Like American entertainment, American arms are a multibillion-dollar industry that leans heavily on foreign sales. In fact, the United States exported $18.55 billion in fighter planes, attack helicopters, tanks, battleships, and other weaponry in 2005. All signs point to 2006 being another banner export year. Just as in the movie, TV, and music businesses, we dwarf the competition. Russia is the next largest arms exporter with a measly $4 billion in yearly sales. In fact, U.S. arms exports accounted for more than half of total global arms deliveries -- $34.8 billion -- in 2004, and we export more of them ourselves than the next six largest exporters combined.
Given the huge payoffs and even larger payloads delivered, isn't it strange how little attention the American arms industry gets? Maybe, in some small part, that's because the industry's magazines all have the word "Defense," or some equivalent, prominently displayed on the cover -- Defense Week, Defense News -- instead of Glamour or Allure. Maybe it's because of the Pentagon's predilection for less than magnetic PowerPoint presentations, unbearably unexpressive acronyms, and slightly paunchy, very pasty, older white men in business suits. Maybe the arms trade just doesn't seek the plush of the red carpet or the jittery pulse of flashing paparazzi cameras. Or maybe, it's a business that just loves to revel in profitable anonymity.
But don't be fooled. Like Hollywood, the arms industry has sex to spare. After all, the weapons themselves are all gleaming golden curves and massive thrusting spikes; they move at breath-robbing speed, make ear-splitting noise, and are capable of performing with awesome lethality. Just ask the Bush administration if you can't fall in love with weapons this sexy and the military that wields them.

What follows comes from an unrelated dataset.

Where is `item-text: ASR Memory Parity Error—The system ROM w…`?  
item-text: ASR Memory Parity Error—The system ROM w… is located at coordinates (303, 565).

And then there are the glittery galas and trade shows like the Paris Air Show -- at Le Bourget airport north of the French capital -- where generals and corporate bigwigs with power, prestige, and incomparable sums of money rub against each other amid the scandalous whispers of corporate breakups and new mergers.
"A! Today in the Arms Trade"
It's common to say that "you are what you eat"; but, at the level of nation-states, "you are what you export" may be no less true. We think of ourselves as trendsetters and style arbiters because of our best-known export -- mass culture. But weapons are our most deadly and potent export; they help determine who controls key regions of the world and shape how those regions are governed; they create jobs, extinguish lives, and sometimes obliterate whole neighborhoods.
Frida Berrigan serves on the National Committee of the War Resisters League.